Unromantic Romances
Friday, July 11th, 2008Sue recently wrote about the novel Twilight and how much she hated it. Somehow she just didn’t see the appeal in a romance between a girl and the vampire who wants to eat her. It made me think of the many supposed romances - real, literary or in the movies - that have made my flesh crawl a little (if you like this sort of thing, you might also enjoy Scribbit’s list of romantic movies that weren’t).
1. Pygmalion/My Fair Lady - As I have mentioned before, Henry Higgins was a jerk. He always treated Eliza like crap.
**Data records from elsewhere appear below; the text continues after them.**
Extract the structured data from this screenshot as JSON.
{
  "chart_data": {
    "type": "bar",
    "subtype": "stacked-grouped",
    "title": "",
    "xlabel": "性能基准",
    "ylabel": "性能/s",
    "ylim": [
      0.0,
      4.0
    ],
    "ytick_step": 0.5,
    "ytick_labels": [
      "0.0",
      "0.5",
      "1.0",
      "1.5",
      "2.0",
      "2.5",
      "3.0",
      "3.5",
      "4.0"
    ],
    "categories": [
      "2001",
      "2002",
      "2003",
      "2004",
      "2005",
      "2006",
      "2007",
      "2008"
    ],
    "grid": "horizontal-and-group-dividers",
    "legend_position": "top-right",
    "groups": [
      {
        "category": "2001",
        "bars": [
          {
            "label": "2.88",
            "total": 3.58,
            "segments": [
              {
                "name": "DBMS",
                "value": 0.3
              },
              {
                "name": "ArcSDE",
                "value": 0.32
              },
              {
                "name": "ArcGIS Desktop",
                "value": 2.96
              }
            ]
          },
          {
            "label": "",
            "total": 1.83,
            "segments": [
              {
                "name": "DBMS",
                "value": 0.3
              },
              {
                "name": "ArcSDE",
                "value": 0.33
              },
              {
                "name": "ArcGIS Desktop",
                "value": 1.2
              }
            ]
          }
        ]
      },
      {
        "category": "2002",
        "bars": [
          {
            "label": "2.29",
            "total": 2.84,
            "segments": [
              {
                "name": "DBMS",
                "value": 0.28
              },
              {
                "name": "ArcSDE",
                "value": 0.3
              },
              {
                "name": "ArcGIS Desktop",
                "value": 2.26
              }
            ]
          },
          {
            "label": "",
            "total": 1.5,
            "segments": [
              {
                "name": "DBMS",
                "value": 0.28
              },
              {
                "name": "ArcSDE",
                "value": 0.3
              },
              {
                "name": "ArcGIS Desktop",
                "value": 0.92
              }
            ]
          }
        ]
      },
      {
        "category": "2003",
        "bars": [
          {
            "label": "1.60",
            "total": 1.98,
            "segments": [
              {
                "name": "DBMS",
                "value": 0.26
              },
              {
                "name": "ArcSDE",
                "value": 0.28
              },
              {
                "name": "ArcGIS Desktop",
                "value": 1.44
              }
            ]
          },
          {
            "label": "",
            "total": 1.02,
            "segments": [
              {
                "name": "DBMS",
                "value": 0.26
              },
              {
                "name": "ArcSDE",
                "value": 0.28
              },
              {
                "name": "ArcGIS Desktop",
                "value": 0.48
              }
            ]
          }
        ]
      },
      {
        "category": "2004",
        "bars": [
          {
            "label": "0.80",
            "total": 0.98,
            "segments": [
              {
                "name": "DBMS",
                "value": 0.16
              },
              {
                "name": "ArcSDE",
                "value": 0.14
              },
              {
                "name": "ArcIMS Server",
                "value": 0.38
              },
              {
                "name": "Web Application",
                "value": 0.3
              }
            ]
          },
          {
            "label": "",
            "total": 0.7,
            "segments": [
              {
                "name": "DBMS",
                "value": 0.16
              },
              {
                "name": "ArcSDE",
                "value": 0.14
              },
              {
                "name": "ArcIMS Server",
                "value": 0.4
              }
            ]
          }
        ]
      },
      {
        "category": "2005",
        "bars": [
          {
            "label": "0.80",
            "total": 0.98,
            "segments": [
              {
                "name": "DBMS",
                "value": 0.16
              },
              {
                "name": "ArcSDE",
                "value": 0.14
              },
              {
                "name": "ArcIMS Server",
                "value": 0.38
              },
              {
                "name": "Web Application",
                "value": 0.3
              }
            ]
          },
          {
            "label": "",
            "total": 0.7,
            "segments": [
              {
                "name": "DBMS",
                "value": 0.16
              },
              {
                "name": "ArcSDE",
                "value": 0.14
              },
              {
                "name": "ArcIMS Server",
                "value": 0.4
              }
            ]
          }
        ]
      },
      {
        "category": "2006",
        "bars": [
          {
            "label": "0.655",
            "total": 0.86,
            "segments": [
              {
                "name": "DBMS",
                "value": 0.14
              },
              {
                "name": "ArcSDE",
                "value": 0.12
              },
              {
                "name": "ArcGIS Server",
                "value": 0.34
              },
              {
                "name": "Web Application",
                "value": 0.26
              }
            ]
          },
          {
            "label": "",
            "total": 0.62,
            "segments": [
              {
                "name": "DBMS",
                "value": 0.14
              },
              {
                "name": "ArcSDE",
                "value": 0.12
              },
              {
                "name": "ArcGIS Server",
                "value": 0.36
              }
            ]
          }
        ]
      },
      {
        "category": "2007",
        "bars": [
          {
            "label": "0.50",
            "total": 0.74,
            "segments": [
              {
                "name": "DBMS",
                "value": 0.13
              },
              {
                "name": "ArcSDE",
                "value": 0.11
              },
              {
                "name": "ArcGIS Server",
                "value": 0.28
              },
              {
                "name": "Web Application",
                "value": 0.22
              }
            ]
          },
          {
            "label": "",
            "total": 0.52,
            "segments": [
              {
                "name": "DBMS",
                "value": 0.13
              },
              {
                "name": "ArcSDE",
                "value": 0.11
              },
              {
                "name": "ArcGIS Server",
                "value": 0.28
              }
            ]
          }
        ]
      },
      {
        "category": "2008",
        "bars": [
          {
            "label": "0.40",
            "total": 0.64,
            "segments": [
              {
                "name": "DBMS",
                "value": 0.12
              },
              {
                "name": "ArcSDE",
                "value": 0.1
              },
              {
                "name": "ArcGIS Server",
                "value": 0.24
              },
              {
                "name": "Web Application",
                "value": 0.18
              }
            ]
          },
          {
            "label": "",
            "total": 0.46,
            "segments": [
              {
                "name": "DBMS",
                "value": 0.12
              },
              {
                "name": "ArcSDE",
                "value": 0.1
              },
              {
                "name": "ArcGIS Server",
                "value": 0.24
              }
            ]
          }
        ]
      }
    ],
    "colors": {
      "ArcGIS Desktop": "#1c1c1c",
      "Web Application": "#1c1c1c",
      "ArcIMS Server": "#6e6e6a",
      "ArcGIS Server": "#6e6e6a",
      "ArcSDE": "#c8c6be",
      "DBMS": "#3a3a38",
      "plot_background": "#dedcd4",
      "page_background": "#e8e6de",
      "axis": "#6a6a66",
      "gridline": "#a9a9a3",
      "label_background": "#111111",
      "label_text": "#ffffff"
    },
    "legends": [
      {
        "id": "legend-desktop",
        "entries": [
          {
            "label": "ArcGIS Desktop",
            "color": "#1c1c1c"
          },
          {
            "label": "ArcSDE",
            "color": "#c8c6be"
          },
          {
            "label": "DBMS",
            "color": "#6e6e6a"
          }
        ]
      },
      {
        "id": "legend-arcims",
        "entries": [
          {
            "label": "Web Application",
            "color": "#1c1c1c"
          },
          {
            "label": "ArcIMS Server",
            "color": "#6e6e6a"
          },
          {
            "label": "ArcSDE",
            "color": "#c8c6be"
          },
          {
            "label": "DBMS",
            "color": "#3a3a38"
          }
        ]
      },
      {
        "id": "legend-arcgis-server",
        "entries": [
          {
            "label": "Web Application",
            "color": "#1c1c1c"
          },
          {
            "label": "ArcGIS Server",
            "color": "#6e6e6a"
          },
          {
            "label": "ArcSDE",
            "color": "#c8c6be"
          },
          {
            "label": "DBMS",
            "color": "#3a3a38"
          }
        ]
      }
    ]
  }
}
There is nothing attractive about him, and if Eliza stayed with him, she was a dope.
2. Abelard and Heloise - Heloise’s letters to Abelard are cravenly devoted. She loved him passionately and thought the love was returned. His letters to her are the pompous, self-important bilge of a narcissist. Only in her last letter, which is impersonal and business-like, does she salvage her self-respect with a little distance. And the style of her last letter is so different that some scholars think she didn’t even write it.
3. Wuthering Heights - I love the novel precisely because it is NOT a romance, but I am amazed at how many women think that Heathcliff is some sort of ideal lover. Heathcliff is a sociopath. If you find him attractive, maybe you could just wait outside your local prison for the first unattached stalker to be released.
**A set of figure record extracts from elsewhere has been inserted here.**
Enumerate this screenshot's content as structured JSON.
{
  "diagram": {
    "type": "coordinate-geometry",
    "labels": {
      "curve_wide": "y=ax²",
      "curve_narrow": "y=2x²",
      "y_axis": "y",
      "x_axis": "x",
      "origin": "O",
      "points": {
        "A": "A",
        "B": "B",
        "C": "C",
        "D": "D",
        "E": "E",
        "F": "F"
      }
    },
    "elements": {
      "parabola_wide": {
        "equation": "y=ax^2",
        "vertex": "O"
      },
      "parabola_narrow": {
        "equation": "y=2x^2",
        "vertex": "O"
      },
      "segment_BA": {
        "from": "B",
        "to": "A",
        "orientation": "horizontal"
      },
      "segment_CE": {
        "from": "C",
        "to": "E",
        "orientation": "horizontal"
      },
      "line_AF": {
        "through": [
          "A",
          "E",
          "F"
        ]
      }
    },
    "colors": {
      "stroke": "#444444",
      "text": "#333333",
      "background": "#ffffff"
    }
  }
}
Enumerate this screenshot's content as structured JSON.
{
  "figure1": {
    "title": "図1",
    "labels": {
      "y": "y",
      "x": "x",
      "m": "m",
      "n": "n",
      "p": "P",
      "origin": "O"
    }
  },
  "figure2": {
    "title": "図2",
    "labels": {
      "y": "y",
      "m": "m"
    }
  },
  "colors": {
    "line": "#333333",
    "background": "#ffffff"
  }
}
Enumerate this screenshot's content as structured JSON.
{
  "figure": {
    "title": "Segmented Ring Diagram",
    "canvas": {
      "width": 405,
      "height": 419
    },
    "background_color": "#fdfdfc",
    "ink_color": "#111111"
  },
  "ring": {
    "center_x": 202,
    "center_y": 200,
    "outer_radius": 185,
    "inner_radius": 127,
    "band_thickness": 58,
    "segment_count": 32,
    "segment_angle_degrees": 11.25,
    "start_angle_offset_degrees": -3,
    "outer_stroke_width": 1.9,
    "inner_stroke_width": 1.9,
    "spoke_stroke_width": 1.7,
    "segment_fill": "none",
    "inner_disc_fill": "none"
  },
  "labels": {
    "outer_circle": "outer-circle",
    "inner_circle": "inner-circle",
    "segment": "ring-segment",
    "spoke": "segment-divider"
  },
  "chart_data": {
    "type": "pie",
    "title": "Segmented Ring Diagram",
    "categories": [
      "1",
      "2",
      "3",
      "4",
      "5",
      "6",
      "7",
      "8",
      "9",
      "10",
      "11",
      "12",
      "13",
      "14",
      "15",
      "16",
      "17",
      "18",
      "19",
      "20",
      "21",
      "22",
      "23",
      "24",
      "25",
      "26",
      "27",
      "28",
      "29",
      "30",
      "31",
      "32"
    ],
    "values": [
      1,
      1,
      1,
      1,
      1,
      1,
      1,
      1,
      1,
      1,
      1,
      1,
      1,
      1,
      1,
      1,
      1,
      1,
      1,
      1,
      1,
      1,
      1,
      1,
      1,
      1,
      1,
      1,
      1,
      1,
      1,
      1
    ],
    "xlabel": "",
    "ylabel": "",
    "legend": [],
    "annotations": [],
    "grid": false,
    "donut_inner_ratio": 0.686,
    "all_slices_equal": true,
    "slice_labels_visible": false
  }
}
4. Martin Heidegger and Hannah Arendt - Heidegger was a famous historian who had an affair with his student, the political theorist Hannah Arendt. They wrote letters to each other for years, and I tried to read the published collection. I tried, but Heidegger’s first letter to Arendt began by congratulating her on how the affair was going to develop her womanhood and keep her from de-feminizing herself with all that book learnin’. I dropped the book after the first few pages, wondering, Why, why, WHY would anyone sleep with this jackass?
5. Any relationship involving any female character Frank Miller has ever written.
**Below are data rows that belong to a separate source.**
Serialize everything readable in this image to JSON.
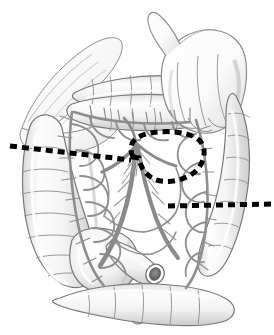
{
  "figure": {
    "background_color": "#ffffff",
    "width": 274,
    "height": 335,
    "style": "grayscale medical line illustration with airbrush shading",
    "caption": ""
  },
  "palette": {
    "background": "#ffffff",
    "outline": "#6e6e6e",
    "outline_dark": "#4a4a4a",
    "bowel_fill_light": "#fbfbfb",
    "bowel_fill_mid": "#ededed",
    "bowel_shadow": "#d6d6d6",
    "vessel_stroke": "#8a8a8a",
    "vessel_fill": "#9a9a9a",
    "mesentery_fill": "#ffffff",
    "hand_fill": "#fdfdfd",
    "hand_shadow": "#dcdcdc",
    "dashed_line": "#000000"
  },
  "structures": [
    {
      "id": "greater-omentum",
      "label": "Greater omentum",
      "region": "upper-left"
    },
    {
      "id": "transverse-colon",
      "label": "Transverse colon",
      "region": "top-center"
    },
    {
      "id": "surgeon-hand",
      "label": "Surgeon's hand retracting",
      "region": "upper-right"
    },
    {
      "id": "ascending-colon",
      "label": "Ascending colon",
      "region": "left"
    },
    {
      "id": "cecum",
      "label": "Cecum",
      "region": "lower-center-left"
    },
    {
      "id": "appendix",
      "label": "Vermiform appendix",
      "region": "lower-center"
    },
    {
      "id": "terminal-ileum",
      "label": "Cut end of terminal ileum",
      "region": "lower-center"
    },
    {
      "id": "descending-colon",
      "label": "Descending colon",
      "region": "right"
    },
    {
      "id": "sigmoid-colon",
      "label": "Sigmoid colon",
      "region": "bottom-right"
    },
    {
      "id": "mesentery",
      "label": "Mesentery",
      "region": "center"
    },
    {
      "id": "sma-trunk",
      "label": "Superior mesenteric artery trunk",
      "region": "center"
    },
    {
      "id": "marginal-arcade",
      "label": "Marginal artery arcade",
      "region": "center"
    }
  ],
  "annotations": {
    "resection_lines": [
      {
        "id": "proximal-resection-line",
        "label": "Proximal bowel resection line",
        "style": "dashed",
        "color": "#000000",
        "dash_length": 7,
        "dash_gap": 5,
        "stroke_width": 5,
        "from": {
          "x": 10,
          "y": 146
        },
        "to": {
          "x": 131,
          "y": 160
        }
      },
      {
        "id": "distal-resection-line",
        "label": "Distal bowel resection line",
        "style": "dashed",
        "color": "#000000",
        "dash_length": 7,
        "dash_gap": 5,
        "stroke_width": 5,
        "from": {
          "x": 168,
          "y": 206
        },
        "to": {
          "x": 272,
          "y": 204
        }
      },
      {
        "id": "mesenteric-pedicle-loop",
        "label": "Mesenteric/vascular pedicle division line",
        "style": "dashed-closed-loop",
        "color": "#000000",
        "dash_length": 7,
        "dash_gap": 5,
        "stroke_width": 5
      }
    ]
  },
  "chart_data": {
    "type": "diagram",
    "elements": 12
  }
}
6. The Man Who Knew Too Much - This movie probably doesn’t belong on this list. It isn’t a romance, and Hitchcock, of course, liked to show the creepiness of the everyman. But I included it anyway because a husband who keeps forcing drugs on his wife to silence her crying after their child is kidnapped? That’s a special kind of marriage.
7. Closer - On a slow night at home, I saw this Julia Roberts-Clive Owen movie based on a couple of blurbs, including one that called it “a romance for grown-ups.” Uh, no. This is not romantic or grown-up. This is a depressing tale of irresponsible people rutting. Avoid at all costs.
8. Romeo and Juliet - Are you ready to kill me? I know, I know; it’s the world’s most famous romance. But don’t those two overwrought teenagers strike you as a bit, um, whiny? As a friend said to me once, the only real tragedy in this play is when Mercutio dies.
So tell me, dear readers, what romances failed to woo you?